As far as statistics go, this was the full, gob-smacking, eye-popping jaw-dropper. The combined wealth of the 85 richest people in the world, according to a calculation in an Oxfam report published this week, is the same as the combined wealth of the world's poorest 3.5 billion. To put it another way, 85 people, a group you could fit in the Wynyard Loop tram, are as well off as half the world's population.
That's not the notorious top 1 per cent - more like the super-elite 0.000001 per cent. But the standard 1 per centers are doing okay, too, thank you very much. Their sum wealth, estimated at US$110 trillion ($132.7 trillion), is about 65 times that of the poorest half of the world.
Statistics often have a distancing, dehumanising effect, but in this case, the numbers - and there are plenty more, all stomach-churning - paint an overwhelming picture of a wildly skewed world, if not a morally debased one. Somewhere along the line, we've really stuffed things up.
Since the late 1970s, the world has witnessed a kind of economic match-fixing on a global scale. The rich have seen their tax rates cut, opportunities to dodge paying it flourish, and employment laws handily eviscerated. But in part thanks to strenuous efforts by centre-left parties in the developed world to placate and win over the rich and powerful, as best encapsulated by Tony Blair wingman Peter Mandelson's now infamous assurance that Britain's New Labour was "intensely relaxed about people getting filthy rich", those who decried the growing gap between the rich and poor were until recently routinely waved away as embittered, deluded or naive.
Increasingly, the condescension lavished upon critics of inequality has begun to look nakedly self-serving and silly. Today, "trickle-down theory" is a lazy punchline to a hoary gag, an idea with comfortably less credibility than the tooth fairy. The only discernible trickles from the gulf of inequality are economic instability, encumbered innovation, ill health, crime; and not just social disharmony but in many cases social unrest.
In the last few years, the Economist, a publication committed to open markets and free trade, has consistently warned of the dangers of domestic and global inequality. Even the high-temple of networking for the wealthiest and most powerful, the World Economic Forum, held in Davos, Switzerland, are on to it.
The masters of the universe who descend annually to the alpine resort, prompting waves of complaint from locals about the incessant buzz of private jets, this year have inequality as their principal theme. The greatest threat to the global economy over the next decade, in the words of the WEF, is "the chronic gap between the incomes of the richest and poorest citizens".
Their most powerful motivation, of course, is neither altruistic nor empathetic, but existential. The veteran Financial Times economic commentator Martin Wolf last week compared the scenario to the lead-up to World War I.
"Complex societies rely on their elites to get things, if not right, at least not grotesquely wrong," he wrote. "If elites continue to fail, we will go on watching the rise of angry populists. The elites need to do better. If they do not, rage may overwhelm us all."
The details vary from place to place, but a unifying element in protests around the world in the last five years is disgust at the wealthiest few engorging themselves with impunity. More of the same, and it could be that Athens, Cairo, Rio, Madrid, and the Occupy movement are looked back on as curtain-raisers.
New Zealand's finance minister, Bill English, is in Davos this week, too, rubbing shoulders with those elites, and getting fiscal with celebrity guests Bono and Matt Damon. His boss, John Key, speaking yesterday in the slightly less opulent setting of West Auckland, stressed that "income inequality has been declining ... It is simply not true that the rich are getting richer and the poor are getting poorer." It's unlikely that English will be trumpeting that line much between sups of Gluhwein in Davos, however. Because, of course, the overwhelming trend of the last three decades, under governments blue and red, is precisely and unmistakably a widening gap between rich and poor.
The Oxfam report places New Zealand in the middle of the pack in terms of the proportionate increase in wealth of richest (the US is way out in front). NZ's top 1 per cent, for example, saw their share of overall income rise by 30 per cent from 1980 to 2010. There's nothing to suggest the richest won't also be the great beneficiaries from the predicted economic recovery of 2014.
The Oxfam report was deliberately published on the eve of the Davos forum, and its authors helpfully set out some approaches to help the political and economic giants of the world halt the growth of that "chronic gap".
Business leaders have been asked to sign a pledge to support progressive taxation, not to dodge their own taxes, to act transparently, to ensure a living wage is paid in their companies, and more. For their part, politicians are urged to crack down on tax dodging, invest in universal education and healthcare; and commit to a global goal to end extreme inequality. Some might do that. It's safe to say they'll devote considerable energy to talking about it, and being seen to talk about it. And have you seen my new Learjet?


Problem to solve: Set down the data again word for word. Skip any pictures.

Records for this exercise:
▼▼▼
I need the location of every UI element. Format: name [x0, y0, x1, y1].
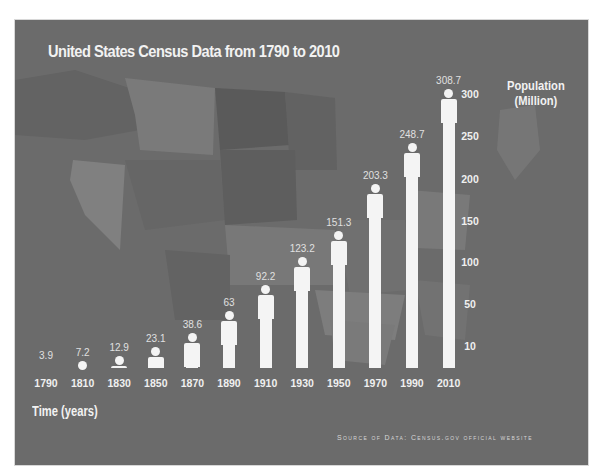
person-torso-icon [331, 241, 347, 265]
y-tick-label: 250 [455, 130, 485, 142]
x-tick-label: 1850 [136, 377, 176, 389]
x-tick-label: 1930 [282, 377, 322, 389]
map-state-shape [220, 150, 297, 225]
person-head-icon [261, 285, 270, 294]
map-state-shape [497, 105, 540, 180]
value-label: 151.3 [316, 217, 362, 228]
person-torso-icon [404, 153, 420, 177]
bar-column [223, 344, 235, 368]
value-label: 308.7 [426, 75, 472, 86]
x-tick-label: 1830 [99, 377, 139, 389]
x-tick-label: 1990 [392, 377, 432, 389]
person-torso-icon [184, 343, 200, 367]
x-tick-label: 1950 [319, 377, 359, 389]
person-head-icon [298, 257, 307, 266]
person-head-icon [444, 89, 453, 98]
y-axis-label-line2: (Million) [507, 93, 565, 108]
x-tick-label: 1790 [26, 377, 66, 389]
bar-column [406, 176, 418, 368]
value-label: 92.2 [243, 271, 289, 282]
person-torso-icon [221, 321, 237, 345]
y-tick-label: 300 [455, 88, 485, 100]
x-tick-label: 1910 [246, 377, 286, 389]
bar-column [296, 290, 308, 368]
person-head-icon [371, 184, 380, 193]
x-tick-label: 2010 [429, 377, 469, 389]
value-label: 248.7 [389, 129, 435, 140]
value-label: 38.6 [169, 319, 215, 330]
map-state-shape [70, 160, 125, 250]
value-label: 203.3 [352, 170, 398, 181]
person-torso-icon [367, 194, 383, 218]
bar-column [333, 264, 345, 368]
x-axis-label: Time (years) [32, 403, 98, 419]
x-tick-label: 1810 [63, 377, 103, 389]
person-head-icon [408, 143, 417, 152]
y-tick-label: 200 [455, 173, 485, 185]
bar-column [369, 217, 381, 368]
bar-column [150, 367, 162, 368]
value-label: 23.1 [133, 333, 179, 344]
bar-column [260, 318, 272, 368]
value-label: 123.2 [279, 243, 325, 254]
map-state-shape [15, 70, 140, 140]
source-annotation: Source of Data: Census.gov official webs… [337, 434, 533, 441]
person-torso-icon [441, 99, 457, 123]
value-label: 63 [206, 297, 252, 308]
map-state-shape [165, 250, 230, 320]
bar-column [113, 367, 125, 368]
y-tick-label: 50 [455, 298, 485, 310]
map-state-shape [125, 160, 225, 230]
map-state-shape [215, 88, 290, 150]
bar-column [443, 122, 455, 368]
y-tick-label: 150 [455, 215, 485, 227]
x-tick-label: 1970 [355, 377, 395, 389]
chart-title: United States Census Data from 1790 to 2… [48, 42, 339, 62]
bar-column [186, 366, 198, 368]
y-axis-label-line1: Population [507, 78, 565, 93]
y-axis-label: Population (Million) [507, 78, 565, 108]
y-tick-label: 100 [455, 256, 485, 268]
person-head-icon [188, 333, 197, 342]
x-tick-label: 1890 [209, 377, 249, 389]
person-head-icon [115, 356, 124, 365]
person-head-icon [225, 311, 234, 320]
y-tick-label: 10 [455, 340, 485, 352]
x-tick-label: 1870 [172, 377, 212, 389]
person-torso-icon [258, 295, 274, 319]
chart-panel: United States Census Data from 1790 to 2… [15, 20, 588, 465]
map-state-shape [125, 78, 215, 155]
person-torso-icon [294, 267, 310, 291]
▲▲▲
Answer for this exercise:
I need the location of every UI element. Format: name [x0, y0, x1, y1].
person-torso-icon [331, 241, 347, 265]
y-tick-label: 250 [455, 130, 485, 142]
x-tick-label: 1850 [136, 377, 176, 389]
x-tick-label: 1930 [282, 377, 322, 389]
map-state-shape [220, 150, 297, 225]
person-head-icon [261, 285, 270, 294]
map-state-shape [497, 105, 540, 180]
value-label: 151.3 [316, 217, 362, 228]
person-torso-icon [404, 153, 420, 177]
bar-column [223, 344, 235, 368]
value-label: 308.7 [426, 75, 472, 86]
x-tick-label: 1830 [99, 377, 139, 389]
x-tick-label: 1990 [392, 377, 432, 389]
person-torso-icon [184, 343, 200, 367]
x-tick-label: 1950 [319, 377, 359, 389]
person-head-icon [298, 257, 307, 266]
person-head-icon [444, 89, 453, 98]
y-axis-label-line2: (Million) [507, 93, 565, 108]
x-tick-label: 1790 [26, 377, 66, 389]
bar-column [406, 176, 418, 368]
value-label: 92.2 [243, 271, 289, 282]
person-torso-icon [221, 321, 237, 345]
y-tick-label: 300 [455, 88, 485, 100]
x-tick-label: 1910 [246, 377, 286, 389]
bar-column [296, 290, 308, 368]
person-head-icon [371, 184, 380, 193]
x-tick-label: 2010 [429, 377, 469, 389]
value-label: 248.7 [389, 129, 435, 140]
value-label: 38.6 [169, 319, 215, 330]
map-state-shape [70, 160, 125, 250]
value-label: 203.3 [352, 170, 398, 181]
person-torso-icon [367, 194, 383, 218]
bar-column [333, 264, 345, 368]
x-axis-label: Time (years) [32, 403, 98, 419]
x-tick-label: 1810 [63, 377, 103, 389]
person-head-icon [408, 143, 417, 152]
y-tick-label: 200 [455, 173, 485, 185]
bar-column [369, 217, 381, 368]
bar-column [150, 367, 162, 368]
value-label: 23.1 [133, 333, 179, 344]
bar-column [260, 318, 272, 368]
value-label: 123.2 [279, 243, 325, 254]
map-state-shape [15, 70, 140, 140]
source-annotation: Source of Data: Census.gov official webs… [337, 434, 533, 441]
person-torso-icon [441, 99, 457, 123]
value-label: 63 [206, 297, 252, 308]
map-state-shape [165, 250, 230, 320]
bar-column [113, 367, 125, 368]
y-tick-label: 50 [455, 298, 485, 310]
map-state-shape [125, 160, 225, 230]
map-state-shape [215, 88, 290, 150]
bar-column [443, 122, 455, 368]
y-tick-label: 150 [455, 215, 485, 227]
x-tick-label: 1970 [355, 377, 395, 389]
chart-title: United States Census Data from 1790 to 2… [48, 42, 339, 62]
bar-column [186, 366, 198, 368]
y-axis-label-line1: Population [507, 78, 565, 93]
y-axis-label: Population (Million) [507, 78, 565, 108]
y-tick-label: 100 [455, 256, 485, 268]
person-head-icon [188, 333, 197, 342]
x-tick-label: 1890 [209, 377, 249, 389]
person-head-icon [115, 356, 124, 365]
person-head-icon [225, 311, 234, 320]
y-tick-label: 10 [455, 340, 485, 352]
x-tick-label: 1870 [172, 377, 212, 389]
person-torso-icon [258, 295, 274, 319]
chart-panel: United States Census Data from 1790 to 2… [15, 20, 588, 465]
map-state-shape [125, 78, 215, 155]
person-torso-icon [294, 267, 310, 291]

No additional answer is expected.